Teacher Hub

Practical classroom resources, professional development ideas, and creative technology projects for teachers who want computer science to feel approachable, useful, and fun.

Computer science is more than programming. This hub brings together activities, guides, tools, and professional learning resources that help teachers connect coding, AI, robotics, logic, storytelling, music, and computational thinking across the curriculum.

Start Here

Choose the path that best matches what you need right now.

I Need a Classroom Activity

Find ready-to-use activities for coding, AI, logic, robotics, music, storytelling, and hands-on technology projects. These resources are designed to help teachers get started quickly without needing to be computer science experts.

I Want Professional Development

Explore teacher-friendly professional development sessions focused on creative computer science, AI in the classroom, robotics, physical computing, music creation, and project-based learning.

Connect CS to My Subject

Computer science can support math, science, language arts, social studies, art, music, and career exploration. Start with cross-curricular ideas that show how computational thinking fits into many classrooms.

I Am New to Computer Science

Start with beginner-friendly tools, unplugged activities, and simple classroom projects that build confidence before jumping into more advanced coding or robotics.

Professional Development Offerings

These sessions are designed for teachers, schools, libraries, museums, and organizations that want practical, creative, and approachable technology learning. Sessions can be adjusted for short workshops, half-day sessions, full-day professional development, or ongoing learning series.

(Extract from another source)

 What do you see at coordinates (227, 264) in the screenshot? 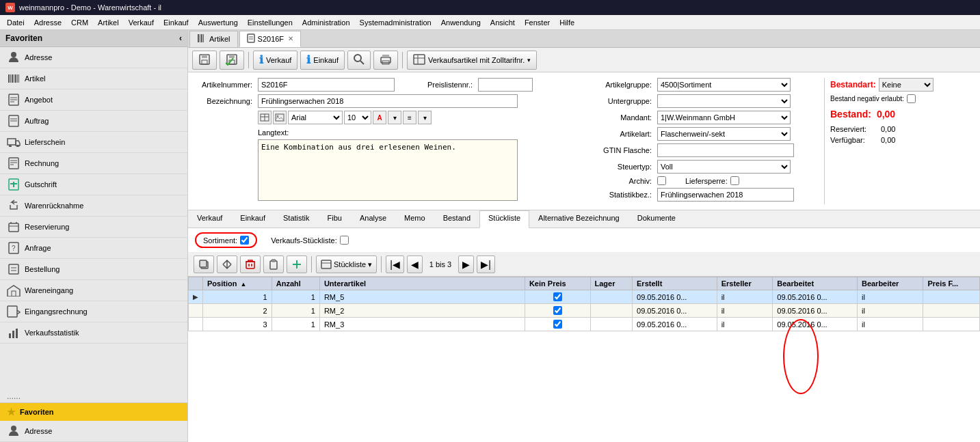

These are example sessions that have been presented in-person, alongside a teacher in the classroom, and resource guides to support for self-directed professional development.

Creative Computer Science Across the Curriculum

Audience

K–12 teachers, instructional coaches, librarians, and technology integration specialists

Description

A practical session focused on helping teachers see computer science as more than coding. Participants explore how computational thinking, logic, creativity, problem-solving, data, and design can connect to many subject areas.

Participants Will

  • Leave with ideas for immediate classroom use
  • Explore examples of computer science beyond programming
  • Connect CS concepts to existing classroom goals
  • Try simple activities that can be adapted across grade levels

AI for Teachers: Practical Classroom Uses

Audience

Teachers, school staff, instructional coaches, administrators

Description

A hands-on introduction to using AI as a planning, creativity, and productivity partner while keeping classroom use thoughtful, ethical, and student-centered.

Participants Will

  • Practice writing better prompts
  • Explore classroom-safe activity ideas
  • Discuss AI ethics, bias, and responsible use
  • Create sample classroom materials, songs, images, or lesson supports

Coding and Computational Thinking for Beginners

Audience

Teachers new to coding or computer science instruction

Description

A beginner-friendly session that helps teachers build confidence with coding concepts, sequencing, loops, events, debugging, and computational thinking using approachable tools and activities.

Participants Will

  • Try beginner coding activities
  • Learn common computer science vocabulary
  • Connect coding concepts to classroom routines
  • Identify tools that fit their grade level and setting

Robotics and Physical Computing

Audience

Elementary, middle school, and high school teachers; STEM clubs; libraries; makerspaces

Description

A hands-on session using tools such as micro:bit, Makey Makey, Sphero, LEGO robotics, or other classroom-friendly devices to help students connect code to the physical world.

Participants Will

  • Try hands-on robotics or physical computing challenges
  • Learn how sensors, inputs, outputs, and events work
  • Explore classroom management tips for device-based projects
  • Leave with adaptable challenge ideas

Interactive Learning Exhibits

Audience

Elementary, middle school, and high school teachers; STEM clubs; libraries; makerspaces

Description

A hands-on session using tools such as micro:bit and Makey Makey.